She bade them eat the horse to pass away the time while she rested, promising that on her awakening they should devour the knight. In the cave, however, Tidrich found the magic sword of Siegfried and two knives; and in spite of the threats of the young dragons, and the promises of the old one, he killed them all; but the old worm fell so as to choke the mouth of the cave, whereupon the friendly lion dug him out, and supplied the place of the slain steed by carrying him to Bern on his back.
So much for romance. History mentions a real Theodoric, son of Theudemir, and king of the Ostrogoths in Italy, from 475 to 527. He had been sent as a hostage to Constantinople, and there educated; and though he could not write his name, and had a stamp perforated with the letters Theod to enable him to sign his edicts, he was exceeding able, wise, and skilful, and Arian as he was, conciliated the love of the Catholics. Verona was his chief city, and is evidently the Bern of the romances. He lived too late for the historical Attila, who had died in 453; and though there is a report of a previous Theodoric, who meddled in a dissension between Attila’s sons, and took part in a great slaughter that lasted fifteen days, it is most likely that the original Theuderik was a mythical personage, after whom these historical princes were called, and who afterwards received the credit of some of their deeds, and was localized in the places of their dominion. It is in favour of this notion that Dietrich of Berne is one of the many titles of the wild huntsman, though the Lusatians corrupt him into Dietrich Bernhard, and the Low Countries into Dirk-mit-den-Beer, or with the beard. Indeed, Dirk, the Dutch form of Theodoric, was a half-mythical king of Holland.
It was a most universal name, Anglo-Saxon and Visigothic, as well as Frank and German; and two saints made it everywhere popular in the middle ages, though the Dutch at present chiefly use it.
| English. | French. | Italian. | Span. and Port. |
| Theodric | Theodoric | Teodorico | Theodorico |
| Theodoric | Thierry | Dieterico | |
| Derrick | Thian | ||
| Terry | Thean | ||
| Tedric | |||
| (Domesday) | |||
| German. | Bavarian. | Frisian. | Danish. |
| Diotrich | Dietl | Tiaderik | Tjodrckr |
| Dietrich | Dutch. | Tiarik | Didhrikr |
| Diez | Diederik | Tiark | Theodrckr |
| Diether | Dierk | Tiado | Tidrich |
| Dirk | Tiaddo | Didrik | |
| Todo | Slovak. | ||
| Tade | Todorik | ||
| Tido | |||
| Tide | |||
| Dudde | |||
| Polish. | Bohemian. | Lettish. | Hungarian. |
| Dytrych | Detrich | Diriks | |
| Didschis | Ditrik | ||
| Tiz |
The name of Dietmar, the father of Theodoric, is to be found in many forms; in Theudemir, a Frank, who faithfully served Constantius; in an Ostrogothic Theodomir; Spanish, Theodomiro; and the modern Frisian, Thiadmar, Tiedmer, Tyeddemer, Tidmer. It means people’s greatness.
Dietleib, his friend, is rightly Ditlev; and in the North, Thjodleif, the people’s relic, or what is left to them. He, too, survives in constant Friesland, as Teallef, Taedlef, Tiadelef.
The chief favourite of this class is, however, the people’s prince, occurring both among the Frank and early Anglian kings, and belonging to two French hermits and one English archbishop. It took firm root in Provence, and has an aroma of crusades and courts of love surrounding it; and though it is not in Domesday, it and its contractions survive as English surnames; and in a Gloucestershire parish register of the eighteenth century, the feminine form occurs frequently in every variety of spelling; Tibelda, Tiballa, Tibotta, Tybal.
| English. | French. | Spanish. | Portuguese. |
| Theodebald | Theudobald | Theudebaldo | Theobaldo |
| Theobald | Thiebault | ||
| Tybalt | Thiebaud | ||
| Tibble | Tibaut | ||
| Dibble | |||
| Italian. | German. | Dutch. | Netherlands. |
| Teobaldo | Dietbold | Tibout | Dippolt |
| Tebaldo | Diephold |
The people’s wolf was canonized as a Frank hermit, who gets called St. Thiou. Our friend Theodolf, the Icelander, as Fouqué calls him, would have been in his own land Thjodolf, and the contraction is there Kjold, or Kjol, as Kjoil, or Kjoille, is for Thjodhild, the same as the Diuthilt of the Germans, and Theudhilda, a nun-sister of Clovis. St. Audard has undergone a still greater change; he was once archbishop of Narbonne, and called Theodhard, or ward, the Tiard of Friesland, and Thjodvar, or Kjovar, in the North.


## Assigned task
Where in the material does the word "four" appear? Copy each line that has it.
[Start of Attachment]
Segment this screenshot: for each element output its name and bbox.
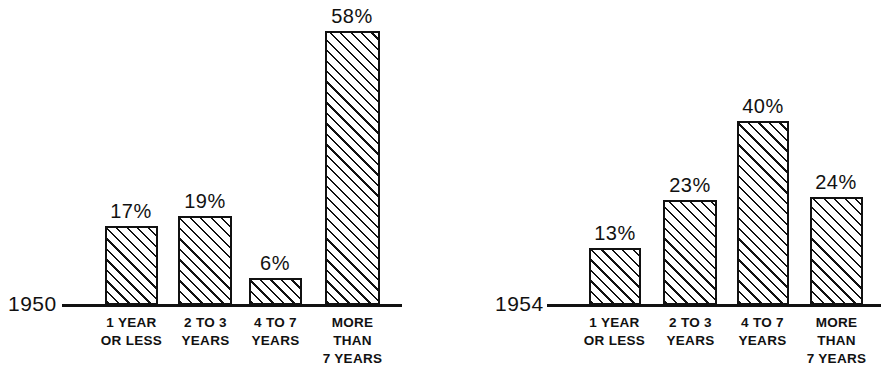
bar-1950-4-to-7-years (249, 278, 302, 305)
chart-panel-1954: 1954 13% 1 YEAR OR LESS 23% 2 TO 3 YEARS… (440, 0, 895, 382)
bar-1950-more-than-7-years (325, 31, 380, 305)
category-label-line: 7 YEARS (302, 350, 403, 368)
bar-value-label: 17% (101, 201, 161, 221)
bar-1950-2-to-3-years (178, 216, 232, 305)
bar-value-label: 40% (733, 96, 793, 116)
group-label-1950: 1950 (8, 293, 57, 314)
bar-value-label: 58% (322, 6, 382, 26)
category-label-more-than-7-years: MORE THAN 7 YEARS (786, 314, 887, 368)
bar-value-label: 23% (660, 175, 720, 195)
bar-1954-4-to-7-years (737, 121, 789, 305)
category-label-line: THAN (302, 332, 403, 350)
category-label-line: MORE (302, 314, 403, 332)
bar-value-label: 13% (585, 223, 645, 243)
bar-1954-1-year-or-less (589, 248, 641, 305)
category-label-line: MORE (786, 314, 887, 332)
bar-value-label: 19% (175, 191, 235, 211)
bar-value-label: 6% (245, 253, 305, 273)
group-label-1954: 1954 (495, 293, 544, 314)
category-label-line: THAN (786, 332, 887, 350)
chart-panel-1950: 1950 17% 1 YEAR OR LESS 19% 2 TO 3 YEARS… (0, 0, 440, 382)
bar-1954-2-to-3-years (663, 200, 717, 305)
category-label-line: 7 YEARS (786, 350, 887, 368)
bar-1950-1-year-or-less (105, 226, 158, 305)
bar-1954-more-than-7-years (810, 197, 863, 305)
chart-figure: 1950 17% 1 YEAR OR LESS 19% 2 TO 3 YEARS… (0, 0, 895, 382)
category-label-more-than-7-years: MORE THAN 7 YEARS (302, 314, 403, 368)
bar-value-label: 24% (806, 172, 866, 192)
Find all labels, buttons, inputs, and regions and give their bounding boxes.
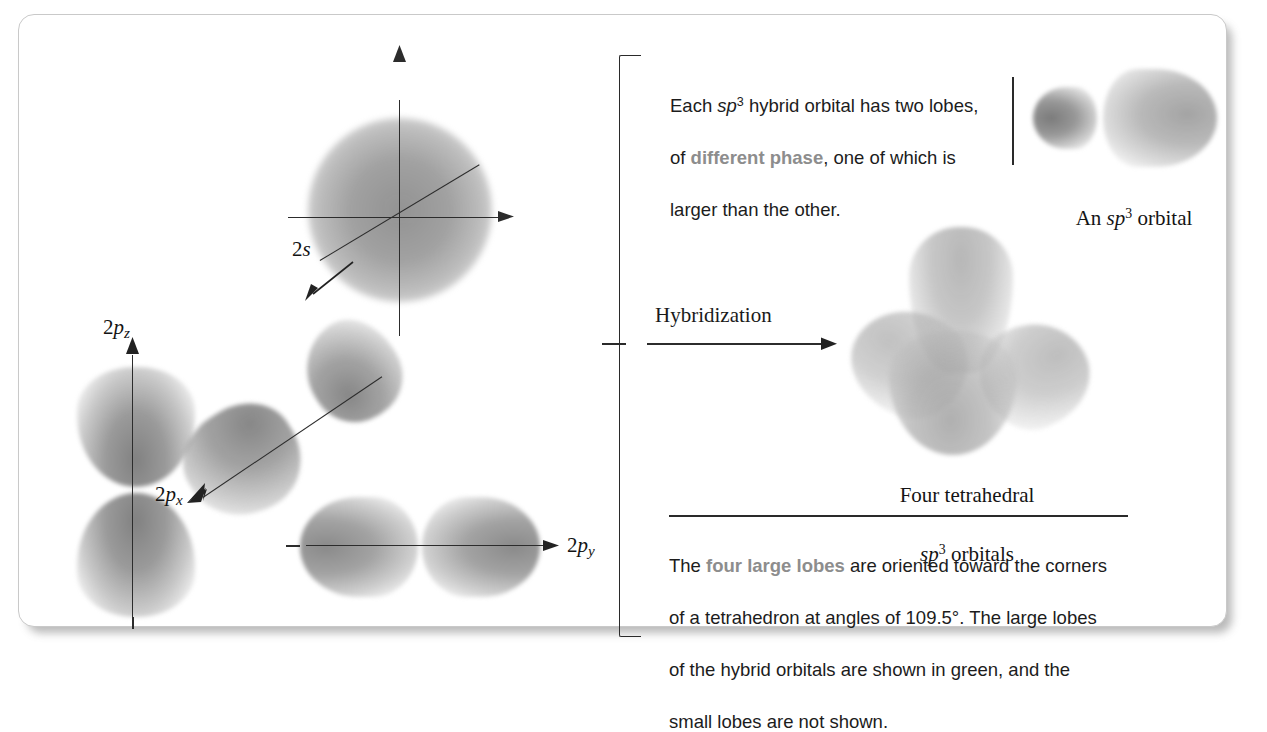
orbital-2pz-lobe-lower xyxy=(77,493,195,617)
bottom-note-separator xyxy=(669,515,1128,517)
hybrid-orbitals-panel: Each sp3 hybrid orbital has two lobes, o… xyxy=(641,15,1228,626)
highlight-four-large-lobes: four large lobes xyxy=(706,555,845,576)
orbital-2pz-lobe-upper xyxy=(77,367,195,487)
single-orbital-caption: An sp3 orbital xyxy=(1031,173,1237,232)
orbital-2py-arrowhead-right xyxy=(543,538,561,554)
top-note-text: Each sp3 hybrid orbital has two lobes, o… xyxy=(670,63,1000,223)
highlight-different-phase: different phase xyxy=(691,147,824,168)
orbital-2py-axis-tick xyxy=(286,545,300,547)
sp3-large-lobe xyxy=(1103,69,1217,167)
grouping-bracket xyxy=(619,55,641,637)
orbital-2s-pointer-arrow xyxy=(305,260,357,302)
orbital-2py-lobe-left xyxy=(300,497,418,597)
sp3-small-lobe xyxy=(1033,87,1097,149)
bracket-mid-tick xyxy=(602,343,626,345)
figure-card: 2s 2pz xyxy=(18,14,1227,627)
orbital-2py-axis xyxy=(306,545,544,546)
orbital-2pz-label: 2pz xyxy=(103,315,130,342)
orbital-2pz-axis-tick xyxy=(132,617,134,629)
orbital-2py-lobe-right xyxy=(422,497,540,597)
orbital-2s-label: 2s xyxy=(292,237,311,262)
bottom-note-text: The four large lobes are oriented toward… xyxy=(669,527,1189,732)
single-sp3-orbital xyxy=(1031,67,1231,172)
orbital-2s-arrowhead-up xyxy=(391,45,408,63)
atomic-orbitals-panel: 2s 2pz xyxy=(19,15,619,626)
orbital-2px-label: 2px xyxy=(155,482,183,509)
orbital-2pz-axis xyxy=(132,355,133,617)
orbital-2s-arrowhead-right xyxy=(498,209,516,225)
note-divider-vertical xyxy=(1012,77,1014,165)
tetrahedral-sp3-cluster xyxy=(841,227,1093,455)
cluster-lobe-front xyxy=(889,331,1017,455)
orbital-2px xyxy=(179,315,429,525)
orbital-2py xyxy=(294,495,560,605)
orbital-2px-arrowhead xyxy=(187,481,213,505)
orbital-2s xyxy=(294,100,524,340)
orbital-2py-label: 2py xyxy=(567,533,595,560)
orbital-2s-axis-horizontal xyxy=(288,217,506,218)
orbital-2px-lobe-upper-right xyxy=(287,303,419,438)
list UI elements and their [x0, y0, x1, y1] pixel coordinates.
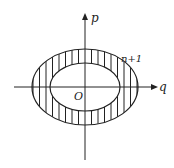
- origin-label: O: [74, 90, 83, 103]
- region-label: n+1: [121, 53, 142, 64]
- p-axis-label: p: [91, 11, 99, 25]
- q-axis-arrow-icon: [151, 84, 158, 90]
- p-axis-arrow-icon: [82, 13, 88, 20]
- phase-space-diagram: p q O n+1: [0, 0, 174, 168]
- q-axis-label: q: [159, 80, 167, 94]
- diagram-canvas: p q O n+1: [0, 0, 174, 168]
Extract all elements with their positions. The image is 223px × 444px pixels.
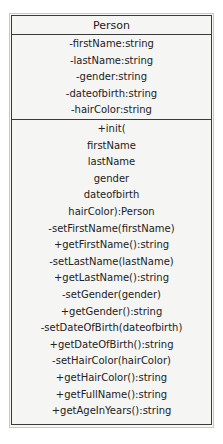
method-get-date-of-birth: +getDateOfBirth():string: [12, 337, 211, 354]
method-init-param-hair-color: hairColor):Person: [12, 204, 211, 221]
attribute-hair-color: -hairColor:string: [12, 102, 211, 119]
method-init-param-first-name: firstName: [12, 138, 211, 155]
attribute-last-name: -lastName:string: [12, 53, 211, 70]
method-init: +init(: [12, 121, 211, 138]
method-set-gender: -setGender(gender): [12, 287, 211, 304]
methods-compartment: +init( firstName lastName gender dateofb…: [12, 120, 211, 420]
method-set-last-name: -setLastName(lastName): [12, 254, 211, 271]
uml-class-person: Person -firstName:string -lastName:strin…: [11, 15, 212, 425]
method-get-full-name: +getFullName():string: [12, 387, 211, 404]
method-get-gender: +getGender():string: [12, 304, 211, 321]
method-init-param-last-name: lastName: [12, 154, 211, 171]
attributes-compartment: -firstName:string -lastName:string -gend…: [12, 35, 211, 120]
attribute-first-name: -firstName:string: [12, 36, 211, 53]
method-get-age-in-years: +getAgeInYears():string: [12, 403, 211, 420]
method-get-hair-color: +getHairColor():string: [12, 370, 211, 387]
attribute-date-of-birth: -dateofbirth:string: [12, 86, 211, 103]
method-get-last-name: +getLastName():string: [12, 270, 211, 287]
method-init-param-date-of-birth: dateofbirth: [12, 187, 211, 204]
method-set-first-name: -setFirstName(firstName): [12, 221, 211, 238]
class-name: Person: [12, 16, 211, 35]
method-set-hair-color: -setHairColor(hairColor): [12, 353, 211, 370]
attribute-gender: -gender:string: [12, 69, 211, 86]
method-init-param-gender: gender: [12, 171, 211, 188]
method-set-date-of-birth: -setDateOfBirth(dateofbirth): [12, 320, 211, 337]
method-get-first-name: +getFirstName():string: [12, 237, 211, 254]
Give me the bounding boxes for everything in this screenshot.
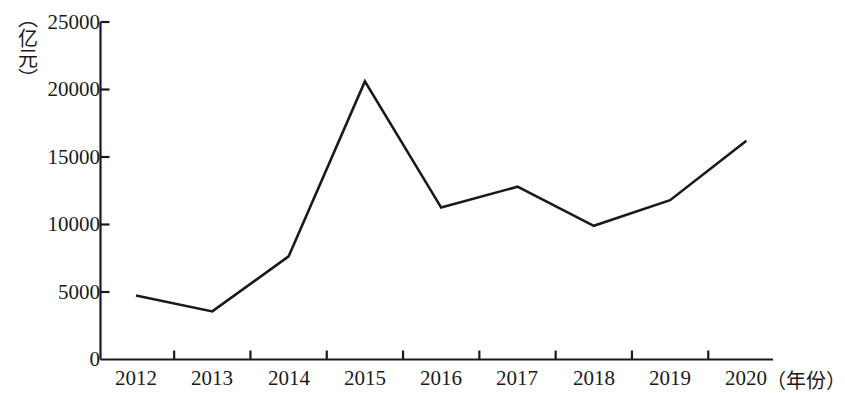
data-series-line bbox=[136, 81, 746, 311]
line-chart: （亿元） （年份） 25000 20000 15000 10000 5000 0… bbox=[0, 0, 845, 393]
x-axis-ticks bbox=[174, 351, 708, 360]
y-axis-ticks bbox=[101, 22, 110, 292]
plot-area bbox=[0, 0, 845, 393]
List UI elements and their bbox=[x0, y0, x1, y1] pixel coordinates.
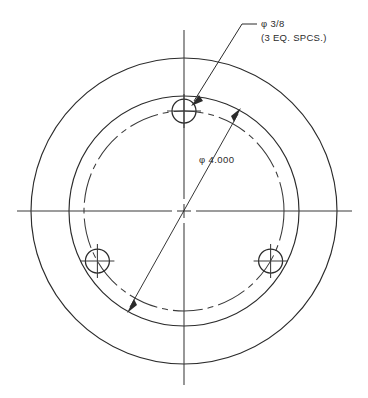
hole-size-callout-leader bbox=[191, 24, 257, 106]
diameter-arrowhead-upper bbox=[231, 108, 241, 122]
hole-lower-right-group bbox=[254, 244, 288, 278]
callout-leader-diagonal bbox=[194, 24, 242, 101]
engineering-drawing: φ 4.000 φ 3/8 (3 EQ. SPCS.) bbox=[0, 0, 368, 398]
hole-size-callout-line1: φ 3/8 bbox=[261, 18, 285, 29]
hole-lower-left-group bbox=[80, 244, 114, 278]
hole-size-callout-text-group: φ 3/8 (3 EQ. SPCS.) bbox=[261, 18, 327, 43]
main-centerlines-group bbox=[17, 30, 352, 385]
diameter-dimension-label: φ 4.000 bbox=[199, 154, 234, 165]
diameter-arrowhead-lower bbox=[127, 299, 137, 313]
hole-top-group bbox=[167, 94, 201, 128]
drawing-canvas: φ 4.000 φ 3/8 (3 EQ. SPCS.) bbox=[0, 0, 368, 398]
hole-size-callout-line2: (3 EQ. SPCS.) bbox=[261, 32, 327, 43]
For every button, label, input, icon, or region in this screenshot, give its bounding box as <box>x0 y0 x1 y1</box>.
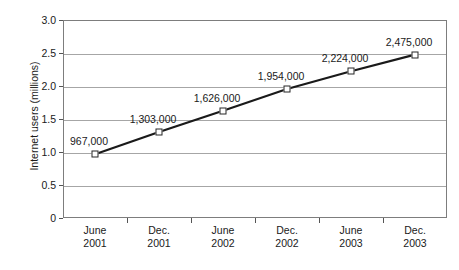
y-axis-tick-label: 1.0 <box>32 146 56 158</box>
data-point-marker <box>92 151 99 158</box>
x-axis-tick-label-line: 2001 <box>127 237 191 250</box>
data-point-label: 2,475,000 <box>386 36 433 48</box>
x-axis-tick-label: Dec.2001 <box>127 224 191 250</box>
data-point-label: 2,224,000 <box>322 52 369 64</box>
plot-area <box>63 20 447 218</box>
x-axis-tick-label-line: 2003 <box>383 237 447 250</box>
x-axis-tick-mark <box>319 218 320 223</box>
gridline <box>64 54 446 55</box>
x-axis-tick-label-line: Dec. <box>255 224 319 237</box>
gridline <box>64 87 446 88</box>
x-axis-tick-mark <box>127 218 128 223</box>
x-axis-tick-mark <box>191 218 192 223</box>
x-axis-tick-mark <box>255 218 256 223</box>
data-point-label: 1,954,000 <box>258 70 305 82</box>
gridline <box>64 186 446 187</box>
x-axis-tick-label: Dec.2002 <box>255 224 319 250</box>
x-axis-tick-label-line: June <box>63 224 127 237</box>
x-axis-tick-mark <box>383 218 384 223</box>
data-point-marker <box>220 107 227 114</box>
x-axis-tick-label-line: 2003 <box>319 237 383 250</box>
x-axis-tick-label-line: June <box>191 224 255 237</box>
x-axis-tick-label-line: June <box>319 224 383 237</box>
x-axis-tick-label-line: Dec. <box>383 224 447 237</box>
gridline <box>64 120 446 121</box>
x-axis-tick-label: Dec.2003 <box>383 224 447 250</box>
data-point-label: 1,626,000 <box>194 92 241 104</box>
x-axis-tick-label: June2003 <box>319 224 383 250</box>
x-axis-tick-label: June2002 <box>191 224 255 250</box>
line-chart: Internet users (millions) 00.51.01.52.02… <box>0 0 459 270</box>
x-axis-tick-label: June2001 <box>63 224 127 250</box>
y-axis-tick-label: 2.5 <box>32 47 56 59</box>
y-axis-tick-labels: 00.51.01.52.02.53.0 <box>30 0 56 270</box>
gridline <box>64 153 446 154</box>
data-point-label: 1,303,000 <box>130 113 177 125</box>
data-point-label: 967,000 <box>70 135 108 147</box>
data-point-marker <box>284 86 291 93</box>
x-axis-tick-label-line: 2001 <box>63 237 127 250</box>
data-point-marker <box>412 51 419 58</box>
x-axis-tick-labels: June2001Dec.2001June2002Dec.2002June2003… <box>63 224 447 264</box>
y-axis-tick-label: 3.0 <box>32 14 56 26</box>
x-axis-tick-label-line: Dec. <box>127 224 191 237</box>
y-axis-tick-label: 1.5 <box>32 113 56 125</box>
data-point-marker <box>156 129 163 136</box>
y-axis-tick-label: 0.5 <box>32 179 56 191</box>
y-axis-tick-label: 0 <box>32 212 56 224</box>
x-axis-tick-label-line: 2002 <box>255 237 319 250</box>
data-point-marker <box>348 68 355 75</box>
y-axis-tick-label: 2.0 <box>32 80 56 92</box>
x-axis-tick-label-line: 2002 <box>191 237 255 250</box>
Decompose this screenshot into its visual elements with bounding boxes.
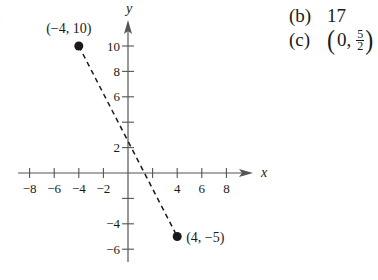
point-marker (173, 232, 182, 241)
x-tick-label: 4 (174, 181, 181, 196)
y-tick-label: 10 (107, 39, 120, 54)
answer-c-fraction: 5 2 (356, 29, 364, 52)
answer-c: (c) ( 0, 5 2 ) (289, 28, 373, 52)
y-tick-label: 6 (114, 89, 121, 104)
x-tick-label: 8 (223, 181, 230, 196)
answer-b-value: 17 (327, 5, 346, 27)
y-axis-label: y (124, 1, 133, 16)
x-tick-label: 6 (199, 181, 206, 196)
answer-c-close-paren: ) (365, 27, 373, 52)
answer-c-open-paren: ( (327, 27, 335, 52)
x-tick-label: −4 (72, 181, 86, 196)
answer-c-label: (c) (289, 29, 327, 51)
x-tick-label: −8 (23, 181, 37, 196)
answers-panel: (b) 17 (c) ( 0, 5 2 ) (289, 4, 373, 52)
x-axis-label: x (260, 165, 268, 180)
point-label: (4, −5) (186, 230, 225, 246)
y-tick-label: 2 (114, 140, 121, 155)
points: (−4, 10)(4, −5) (46, 21, 225, 246)
answer-b-label: (b) (289, 5, 327, 27)
figure: ) xy −8−6−4−2468−6−426810 (−4, 10)(4, −5… (0, 0, 378, 280)
y-tick-label: −4 (106, 216, 120, 231)
axes: xy (18, 1, 268, 262)
x-tick-label: −2 (96, 181, 110, 196)
y-tick-label: −6 (106, 242, 120, 257)
point-marker (74, 42, 83, 51)
x-tick-label: −6 (47, 181, 61, 196)
point-label: (−4, 10) (46, 21, 92, 37)
fraction-denominator: 2 (356, 41, 364, 52)
y-tick-label: 8 (114, 64, 121, 79)
answer-c-x: 0, (337, 29, 351, 51)
ticks: −8−6−4−2468−6−426810 (23, 39, 230, 257)
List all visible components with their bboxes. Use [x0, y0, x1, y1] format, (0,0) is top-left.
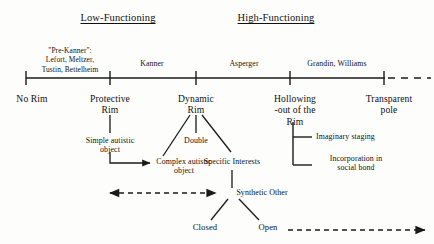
pole-label-hollowing-out: Hollowing -out of the Rim [274, 93, 316, 127]
era-label-pre-kanner: "Pre-Kanner": Lefort, Meltzer, Tustin, B… [42, 46, 99, 74]
hollowing-out-bracket [293, 122, 312, 165]
synthetic-other-branch [211, 199, 259, 220]
heading-low-functioning: Low-Functioning [81, 12, 156, 24]
pole-label-transparent-pole: Transparent pole [366, 93, 413, 116]
node-incorporation-social-bond: Incorporation in social bond [330, 154, 383, 173]
node-synthetic-other: Synthetic Other [236, 188, 287, 197]
node-closed: Closed [193, 222, 217, 232]
era-label-asperger: Asperger [229, 60, 258, 69]
node-simple-autistic-object: Simple autistic object [86, 136, 135, 155]
node-imaginary-staging: Imaginary staging [316, 132, 375, 141]
era-label-kanner: Kanner [140, 60, 164, 69]
pole-label-dynamic-rim: Dynamic Rim [178, 93, 214, 116]
node-specific-interests: Specific Interests [204, 157, 260, 166]
autism-rim-spectrum-diagram: Low-Functioning High-Functioning "Pre-Ka… [0, 0, 434, 244]
era-label-grandin-williams: Grandin, Williams [307, 60, 366, 69]
pole-label-no-rim: No Rim [16, 93, 47, 104]
diagram-linework [0, 0, 434, 244]
node-open: Open [258, 222, 277, 232]
heading-high-functioning: High-Functioning [238, 12, 315, 24]
pole-label-protective-rim: Protective Rim [90, 93, 130, 116]
node-double: Double [184, 136, 208, 145]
[End of Attachment]
## Result for this task
highlight-four-large-lobes: four large lobes xyxy=(706,555,845,576)
bottom-note-text: The four large lobes are oriented toward… xyxy=(669,527,1189,732)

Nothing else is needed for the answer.